When Twitter’s account verification policy began to change late last year, a debate about how to do identity verification for online accounts stirred. As I found out, the way Mastodon does it is surprisingly elegant.
Previously, Twitter had a verification process for high-profile accounts (politicians, journalists, etc.). I honestly don’t know what that verification entailed, but after the Twitter takeover, Musk came up with the idea that anyone who pays $8 is eligible for verification. The ironic thing was that the new process didn’t actually include any identity verification at all. You paid $8, got a blue badge, and could impersonate anyone. This unsurprisingly didn’t work, so after a series of bummers over a short period of time, they discontinued this method of verification. They restarted it just recently and it seems to be as flawed as before.
Not that I have any major need to have my social media accounts verified, but I was wondering if there was any way to verify an account on Mastodon, because there isn’t some central entity that can verify your accounts. I found out that Mastodon goes about it in a pretty elegant way. It outsources the authentication to internet domain administrators.
The Internet domain is, in my opinion, the best “holder” of online identity. Internet domain administrators generally operate in the public interest, have long term continuity, and are globally recognized authorities. Domains are affordable and the rules for owning them are relatively loose. The chances of losing your domain, and therefore your online identity, are relatively small. Email is the most common identifier today and if you run it on your own domain, you are using the domain as an identity across online services. If you don’t have your own domain, I recommend getting one. It’s a much better idea in the long run than relying on an identity derived from accounts with service providers (Google, Facebook, Apple, Microsoft…) because with you’re just building one big vendor lock-in for yourself.
Mastodon simply uses the XHTML Friends Network format, which has been around since 2003. It allows a link to declare a relationship. So on a domain you own, you can place a link to your Mastodon profile in the format:
<a href="https://floss.social/@sesivany" rel="me">Me on Mastodon</a>
In your Mastodon profile, you link back to the page that contains the link, and when Mastodon detects the backlink, it marks the connection as verified. This will link the account to your domain. If you run, say, a popular blog on your domain and you’re generally known as the owner, that may be enough, but proving that you have control over the content of a site on a domain does not mean that you have verified your identity.
But if you own a Czech domain, you can go further. CZ.NIC allows you to link your entry in the domain registry to your account with MojeID which is also operated by CZ.NIC. This identity service is also certified to log into online government services in the EU and in order to do that requires in-person identity verification. This means that you have to go to a CzechPoint with your ID card, where someone will verify that you are really who you claim to be in MojeID (you can also use an eID card or a data box to verify your MojeID account online, but these also required in-person verification when you created them).
I have my MojeID account verified this way. So the chain of trust goes from my Mastodon account to verification with my ID at a CzechPoint. Which online service has such strong authentication? Yet from Mastodon’s side, this is a simple thing to implement and costs me about $8 in domain fees per year, not per month. And it has a much broader application. It’s a pity that XFN is not used by more services.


• [What is being asked] Report each line from the listing that the string "dollars" appears in.

• [Dataset records]
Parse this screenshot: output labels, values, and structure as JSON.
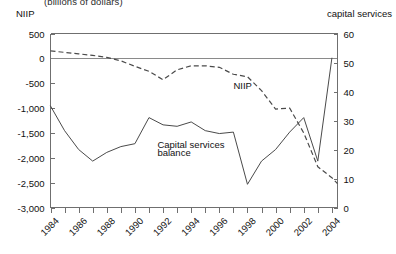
{
  "header": {
    "subtitle": "(billions of dollars)",
    "left_axis_title": "NIIP",
    "right_axis_title": "capital services"
  },
  "annotations": {
    "niip_label": "NIIP",
    "balance_label_line1": "Capital services",
    "balance_label_line2": "balance"
  },
  "chart_data": {
    "type": "line",
    "title": "(billions of dollars)",
    "xlabel": "",
    "ylabel": "NIIP",
    "y2label": "capital services",
    "ylim": [
      -3000,
      500
    ],
    "y2lim": [
      0,
      60
    ],
    "xlim": [
      1984,
      2004.4
    ],
    "grid": false,
    "legend": "inline-annotations",
    "yticks": [
      "500",
      "0",
      "-500",
      "-1,000",
      "-1,500",
      "-2,000",
      "-2,500",
      "-3,000"
    ],
    "ytick_values": [
      500,
      0,
      -500,
      -1000,
      -1500,
      -2000,
      -2500,
      -3000
    ],
    "y2ticks": [
      "60",
      "50",
      "40",
      "30",
      "20",
      "10",
      "0"
    ],
    "y2tick_values": [
      60,
      50,
      40,
      30,
      20,
      10,
      0
    ],
    "xticks": [
      "1984",
      "1986",
      "1988",
      "1990",
      "1992",
      "1994",
      "1996",
      "1998",
      "2000",
      "2002",
      "2004"
    ],
    "xtick_values": [
      1984,
      1986,
      1988,
      1990,
      1992,
      1994,
      1996,
      1998,
      2000,
      2002,
      2004
    ],
    "minor_xtick_values": [
      1985,
      1987,
      1989,
      1991,
      1993,
      1995,
      1997,
      1999,
      2001,
      2003
    ],
    "x": [
      1984,
      1985,
      1986,
      1987,
      1988,
      1989,
      1990,
      1991,
      1992,
      1993,
      1994,
      1995,
      1996,
      1997,
      1998,
      1999,
      2000,
      2001,
      2002,
      2003,
      2004,
      2004.4
    ],
    "series": [
      {
        "name": "NIIP",
        "axis": "left",
        "style": "dashed",
        "color": "#4a4a4a",
        "x": [
          1984,
          1985,
          1986,
          1987,
          1988,
          1989,
          1990,
          1991,
          1992,
          1993,
          1994,
          1995,
          1996,
          1997,
          1998,
          1999,
          2000,
          2001,
          2002,
          2003,
          2004,
          2004.4
        ],
        "values": [
          150,
          120,
          90,
          60,
          20,
          -50,
          -160,
          -260,
          -430,
          -230,
          -150,
          -150,
          -180,
          -320,
          -370,
          -650,
          -1020,
          -1000,
          -1500,
          -2180,
          -2400,
          -2520
        ]
      },
      {
        "name": "Capital services balance",
        "axis": "right",
        "style": "solid",
        "color": "#4a4a4a",
        "x": [
          1984,
          1985,
          1986,
          1987,
          1988,
          1989,
          1990,
          1991,
          1992,
          1993,
          1994,
          1995,
          1996,
          1997,
          1998,
          1999,
          2000,
          2001,
          2002,
          2003,
          2004
        ],
        "values": [
          35.0,
          26.5,
          20.0,
          16.0,
          19.0,
          21.0,
          22.0,
          31.0,
          28.5,
          28.0,
          29.5,
          26.5,
          25.5,
          26.0,
          8.0,
          16.0,
          20.0,
          26.0,
          31.0,
          16.0,
          51.5
        ]
      }
    ],
    "annotations": [
      {
        "text": "NIIP",
        "x": 1997.0,
        "y_axis": "left",
        "y": -620
      },
      {
        "text": "Capital services",
        "x": 1991.6,
        "y_axis": "left",
        "y": -1800
      },
      {
        "text": "balance",
        "x": 1991.6,
        "y_axis": "left",
        "y": -1960
      }
    ]
  }
}
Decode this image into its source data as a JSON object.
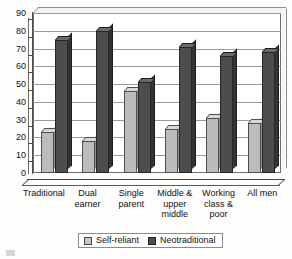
{
  "chart_data": {
    "type": "bar",
    "title": "",
    "subtitle": "",
    "xlabel": "",
    "ylabel": "",
    "ylim": [
      0,
      90
    ],
    "ytick_step": 10,
    "yticks": [
      90,
      80,
      70,
      60,
      50,
      40,
      30,
      20,
      10,
      0
    ],
    "grid": true,
    "legend_position": "bottom",
    "categories": [
      "Traditional",
      "Dual earner",
      "Single parent",
      "Middle & upper middle",
      "Working class & poor",
      "All men"
    ],
    "category_lines": [
      [
        "Traditional"
      ],
      [
        "Dual",
        "earner"
      ],
      [
        "Single",
        "parent"
      ],
      [
        "Middle &",
        "upper",
        "middle"
      ],
      [
        "Working",
        "class &",
        "poor"
      ],
      [
        "All men"
      ]
    ],
    "series": [
      {
        "name": "Self-reliant",
        "color": "#bcbcbc",
        "values": [
          23,
          18,
          46,
          25,
          31,
          28
        ]
      },
      {
        "name": "Neotraditional",
        "color": "#4d4d4d",
        "values": [
          75,
          80,
          51,
          71,
          66,
          68
        ]
      }
    ]
  },
  "legend": {
    "items": [
      {
        "label": "Self-reliant",
        "swatch": "light"
      },
      {
        "label": "Neotraditional",
        "swatch": "dark"
      }
    ]
  },
  "colors": {
    "self_reliant": "#bcbcbc",
    "neotraditional": "#4d4d4d",
    "axis": "#4a4a4a",
    "grid": "#9a9a9a",
    "background": "#fdfdfb"
  }
}
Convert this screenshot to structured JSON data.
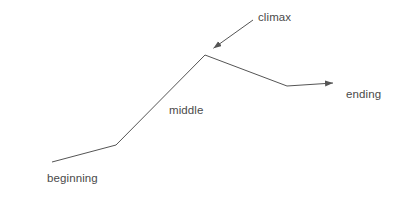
{
  "diagram": {
    "type": "narrative-arc-line-diagram",
    "background_color": "#ffffff",
    "stroke_color": "#555555",
    "text_color": "#4a4a4a",
    "stroke_width": 1,
    "canvas": {
      "width": 403,
      "height": 200
    },
    "labels": {
      "beginning": "beginning",
      "middle": "middle",
      "climax": "climax",
      "ending": "ending"
    },
    "story_arc": {
      "points": [
        {
          "name": "start",
          "x": 52,
          "y": 162
        },
        {
          "name": "inciting-bend",
          "x": 116,
          "y": 145
        },
        {
          "name": "climax-peak",
          "x": 205,
          "y": 55
        },
        {
          "name": "resolution-bend",
          "x": 287,
          "y": 86
        },
        {
          "name": "ending-arrow-tip",
          "x": 333,
          "y": 83
        }
      ]
    },
    "annotation_arrow": {
      "name": "climax-pointer",
      "from": {
        "x": 253,
        "y": 20
      },
      "to": {
        "x": 211,
        "y": 50
      }
    },
    "arrowheads": [
      {
        "name": "ending-arrowhead",
        "x": 333,
        "y": 83,
        "direction": "right"
      },
      {
        "name": "climax-arrowhead",
        "x": 211,
        "y": 50,
        "direction": "down-left"
      }
    ]
  },
  "chart_data": {
    "type": "line",
    "title": "",
    "xlabel": "",
    "ylabel": "",
    "grid": false,
    "legend": "none",
    "annotations": [
      "beginning",
      "middle",
      "climax",
      "ending"
    ],
    "series": [
      {
        "name": "story-arc",
        "points": [
          {
            "x": 52,
            "y": 162
          },
          {
            "x": 116,
            "y": 145
          },
          {
            "x": 205,
            "y": 55
          },
          {
            "x": 287,
            "y": 86
          },
          {
            "x": 333,
            "y": 83
          }
        ]
      }
    ]
  }
}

• [Solution]
    "subtitle": "(billions of dollars)",
    "title": "(billions of dollars)",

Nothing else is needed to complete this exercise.